Amoaba Gooden
Professor & Vice President, People, Culture & Belonging Kent State University
With more than 25 years of experience in higher education, organizational development, and equity-centered leadership, Dr. Amoaba Gooden is dedicated to empowering individuals to lead with clarity, purpose, and authenticity. She currently serves as Vice President for the Division of People, Culture and Belonging at Kent State University, where she also holds the position of full professor. As a certified executive coach and transformational leader, Dr. Gooden assists individuals in advancing their leadership capabilities, navigating change with assurance, and fostering inclusive cultures.
Dr. Gooden received her bachelor’s and master’s degrees from the University of Guelph, as well as additional master’s and doctoral degrees from Temple University. Her scholarly contributions include editing the volume Gender and Sexuality in Ghanaian Societies (Lexington Press) and serving as editor for a special edition of the Southern Journal of Canadian Studies titled “Constructing Black Canada – Becoming Canadian.” She is also co-author of Advancing Anti-Racism Strategy on Campuses, a publication of the National Association of Diversity Officers in Higher Education. Dr. Gooden’s peer-reviewed work appears in numerous outlets, including African Canadian Leadership: Perspectives on Continuity, Transition, and Transformation, S’Tenistolw: Moving Forward in Indigenous Higher Education, and Wagadu: Journal of Transnational Women’s and Gender Studies.
Seminars
- Leading DPCB-managed offboarding and internal job transition processes in support of a university-wide academic transformation, including staff reductions and college/department mergers, by designing a care-centered framework focused on clear communication, employee support resources, and compassionate transition experiences.
- Merging the divisions of Diversity, Equity & Inclusion and Human Resources into a unified People, Culture & Belonging structure using a bell hooks– inspired “margin to center” framework shifting HR away from purely transactional work toward a more relational, transparent, community driven operating model
- Tracking culture change through climate, engagement, wellbeing, and exit survey data, targeting improvements in trust, belonging, and manager effectiveness indicators by feeding data back to leaders, identifying red flag divisions, and designing tailored interventions that move culture from insight to action
- How can HR redesign workflows and decision rights in higher education to reduce rework, escalation, and confusion without shifting undue burden back to departments?
- What behaviors and operating norms help HR move from reactive, transactional support to a trusted, authoritative partner for leaders, faculty, and staff?
- How can care‑centered approaches to restructuring, offboarding, and internal transitions be delivered with clarity and consistency in shared‑governance environments?
- What data sources best help institutions understand where trust, belonging, and manager effectiveness are breaking down across colleges and divisions?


WHAT THE TASK REQUIRES
From the entries that follow, copy each line in which "curve" appears.

____ RECORDS TO PROCESS

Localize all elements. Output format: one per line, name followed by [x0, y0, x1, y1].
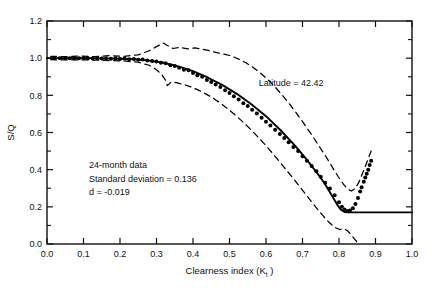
y-tick-label: 0.4 [29, 165, 42, 175]
data-point [368, 163, 372, 167]
data-point [232, 94, 236, 98]
x-tick-label: 0.9 [369, 249, 382, 259]
data-point [246, 104, 250, 108]
data-point [369, 159, 373, 163]
x-tick-label: 0.4 [187, 249, 200, 259]
data-point [278, 132, 282, 136]
annotation-data-span: 24-month data [89, 160, 147, 170]
y-tick-label: 0.6 [29, 128, 42, 138]
data-point [237, 97, 241, 101]
x-tick-label: 0.8 [333, 249, 346, 259]
data-point [223, 88, 227, 92]
data-point [366, 168, 370, 172]
y-tick-label: 1.0 [29, 53, 42, 63]
y-axis-title: S/Q [5, 124, 16, 140]
data-point [260, 116, 264, 120]
data-point [363, 175, 367, 179]
x-tick-label: 0.7 [296, 249, 309, 259]
y-tick-label: 0.8 [29, 91, 42, 101]
annotation-standard-deviation: Standard deviation = 0.136 [89, 174, 197, 184]
data-point [268, 123, 272, 127]
x-tick-label: 1.0 [406, 249, 419, 259]
data-point [353, 202, 357, 206]
y-tick-label: 1.2 [29, 16, 42, 26]
x-axis-title: Clearness index (Kt ) [186, 265, 274, 278]
x-tick-label: 0.1 [77, 249, 90, 259]
data-point [273, 128, 277, 132]
data-point [255, 112, 259, 116]
data-point [351, 206, 355, 210]
x-tick-label: 0.0 [41, 249, 54, 259]
annotation-latitude: Latitude = 42.42 [259, 78, 324, 88]
data-point [264, 120, 268, 124]
x-tick-label: 0.2 [114, 249, 127, 259]
annotation-d-value: d = -0.019 [89, 187, 130, 197]
data-point [365, 172, 369, 176]
data-point [358, 190, 362, 194]
data-point [241, 101, 245, 105]
x-tick-label: 0.6 [260, 249, 273, 259]
chart-figure: 0.00.10.20.30.40.50.60.70.80.91.00.00.20… [0, 0, 435, 290]
y-tick-label: 0.0 [29, 239, 42, 249]
x-tick-label: 0.3 [150, 249, 163, 259]
data-point [356, 196, 360, 200]
x-tick-label: 0.5 [223, 249, 236, 259]
y-tick-label: 0.2 [29, 202, 42, 212]
plot-frame [47, 21, 412, 244]
data-point [360, 185, 364, 189]
data-point [250, 108, 254, 112]
data-point [362, 180, 366, 184]
data-point [228, 91, 232, 95]
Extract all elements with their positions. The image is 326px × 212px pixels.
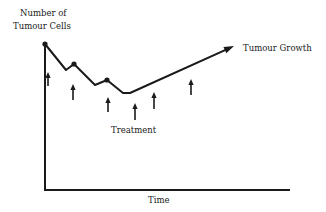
treatment-arrow-icon bbox=[188, 79, 193, 95]
treatment-arrows bbox=[45, 72, 193, 120]
curve-label: Tumour Growth bbox=[243, 43, 312, 53]
y-axis-label-line2: Tumour Cells bbox=[13, 21, 71, 31]
dose-point-icon bbox=[104, 77, 109, 82]
axes bbox=[44, 44, 290, 190]
dose-points bbox=[42, 41, 109, 82]
dose-point-icon bbox=[71, 61, 76, 66]
treatment-arrow-icon bbox=[105, 97, 110, 112]
diagram-canvas bbox=[0, 0, 326, 212]
treatment-arrow-icon bbox=[151, 92, 156, 109]
dose-point-icon bbox=[42, 41, 47, 46]
growth-arrowhead-icon bbox=[223, 46, 234, 53]
tumour-cell-curve bbox=[45, 44, 227, 93]
treatment-arrow-icon bbox=[132, 103, 137, 120]
treatment-label: Treatment bbox=[111, 125, 156, 135]
y-axis-label-line1: Number of bbox=[20, 8, 66, 18]
treatment-arrow-icon bbox=[45, 72, 50, 86]
treatment-arrow-icon bbox=[70, 84, 75, 100]
x-axis-label: Time bbox=[148, 195, 169, 205]
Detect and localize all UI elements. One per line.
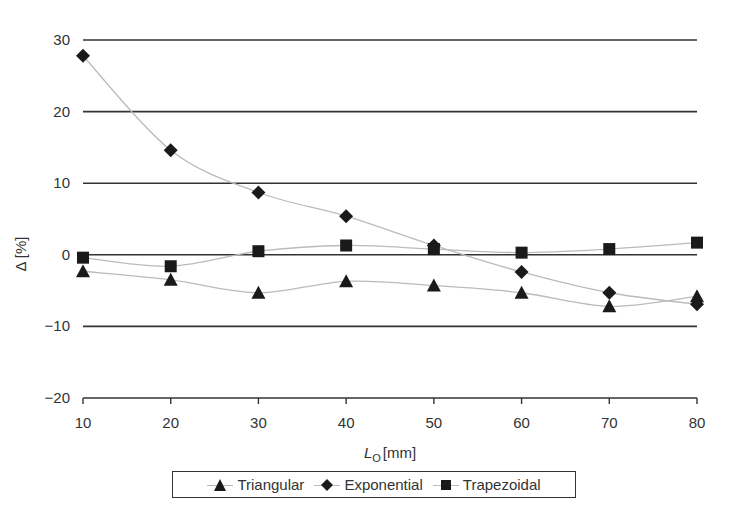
x-tick-label: 30 [250,414,267,431]
y-axis-ticks: 3020100−10−20 [45,31,70,406]
square-marker-icon [340,239,352,251]
x-tick-label: 80 [689,414,706,431]
square-marker-icon [516,247,528,259]
x-tick-label: 50 [426,414,443,431]
data-series [76,49,704,313]
square-marker-icon [252,245,264,257]
diamond-marker-icon [339,209,353,223]
legend-label: Trapezoidal [463,476,541,493]
y-tick-label: 0 [62,246,70,263]
square-marker-icon [433,478,459,492]
square-marker-icon [603,243,615,255]
square-marker-icon [77,252,89,264]
triangle-marker-icon [207,478,233,492]
diamond-marker-icon [314,478,340,492]
legend-label: Exponential [344,476,422,493]
legend-item-trapezoidal: Trapezoidal [433,476,541,493]
gridlines [83,40,697,398]
triangle-marker-icon [76,264,90,277]
square-marker-icon [165,260,177,272]
square-marker-icon [691,237,703,249]
y-tick-label: 10 [53,174,70,191]
legend-item-triangular: Triangular [207,476,304,493]
y-tick-label: −20 [45,389,70,406]
diamond-marker-icon [602,286,616,300]
x-tick-label: 10 [75,414,92,431]
legend-label: Triangular [237,476,304,493]
x-axis-title: LO[mm] [364,444,416,464]
square-marker-icon [428,243,440,255]
x-tick-label: 60 [513,414,530,431]
line-chart: 3020100−10−20 1020304050607080 Δ [%] LO[… [0,0,729,470]
x-tick-label: 40 [338,414,355,431]
y-axis-title: Δ [%] [12,236,29,271]
diamond-marker-icon [515,265,529,279]
y-tick-label: 20 [53,103,70,120]
x-tick-label: 20 [162,414,179,431]
y-tick-label: −10 [45,317,70,334]
chart-legend: Triangular Exponential Trapezoidal [172,471,576,498]
legend-item-exponential: Exponential [314,476,422,493]
diamond-marker-icon [251,186,265,200]
x-axis: 1020304050607080 [75,398,706,431]
y-tick-label: 30 [53,31,70,48]
x-tick-label: 70 [601,414,618,431]
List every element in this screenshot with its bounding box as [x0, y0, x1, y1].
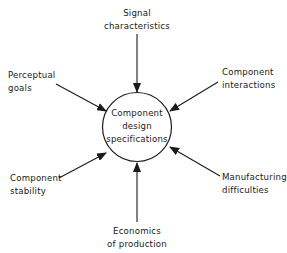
center-line-2: design	[97, 120, 177, 133]
signal-line-2: characteristics	[97, 20, 177, 33]
manufacturing-line-1: Manufacturing	[222, 171, 287, 184]
center-line-3: specifications	[97, 133, 177, 146]
center-line-1: Component	[97, 107, 177, 120]
label-signal-characteristics: Signal characteristics	[97, 7, 177, 33]
stability-line-1: Component	[10, 172, 62, 185]
economics-line-2: of production	[92, 238, 182, 251]
arrow-interactions	[170, 82, 218, 111]
interactions-line-1: Component	[222, 66, 275, 79]
label-perceptual-goals: Perceptual goals	[8, 69, 55, 95]
perceptual-line-1: Perceptual	[8, 69, 55, 82]
manufacturing-line-2: difficulties	[222, 184, 287, 197]
economics-line-1: Economics	[92, 225, 182, 238]
arrow-stability	[59, 153, 106, 178]
label-component-stability: Component stability	[10, 172, 62, 198]
label-economics-of-production: Economics of production	[92, 225, 182, 251]
label-component-interactions: Component interactions	[222, 66, 275, 92]
center-node-label: Component design specifications	[97, 107, 177, 146]
perceptual-line-2: goals	[8, 82, 55, 95]
component-design-diagram: Component design specifications Signal c…	[0, 0, 287, 253]
label-manufacturing-difficulties: Manufacturing difficulties	[222, 171, 287, 197]
interactions-line-2: interactions	[222, 79, 275, 92]
signal-line-1: Signal	[97, 7, 177, 20]
stability-line-2: stability	[10, 185, 62, 198]
arrow-manufacturing	[170, 147, 220, 176]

________

ANSWER TO THIS PROBLEM
curve-label: Tumour Growth bbox=[243, 43, 312, 53]
tumour-cell-curve bbox=[45, 44, 227, 93]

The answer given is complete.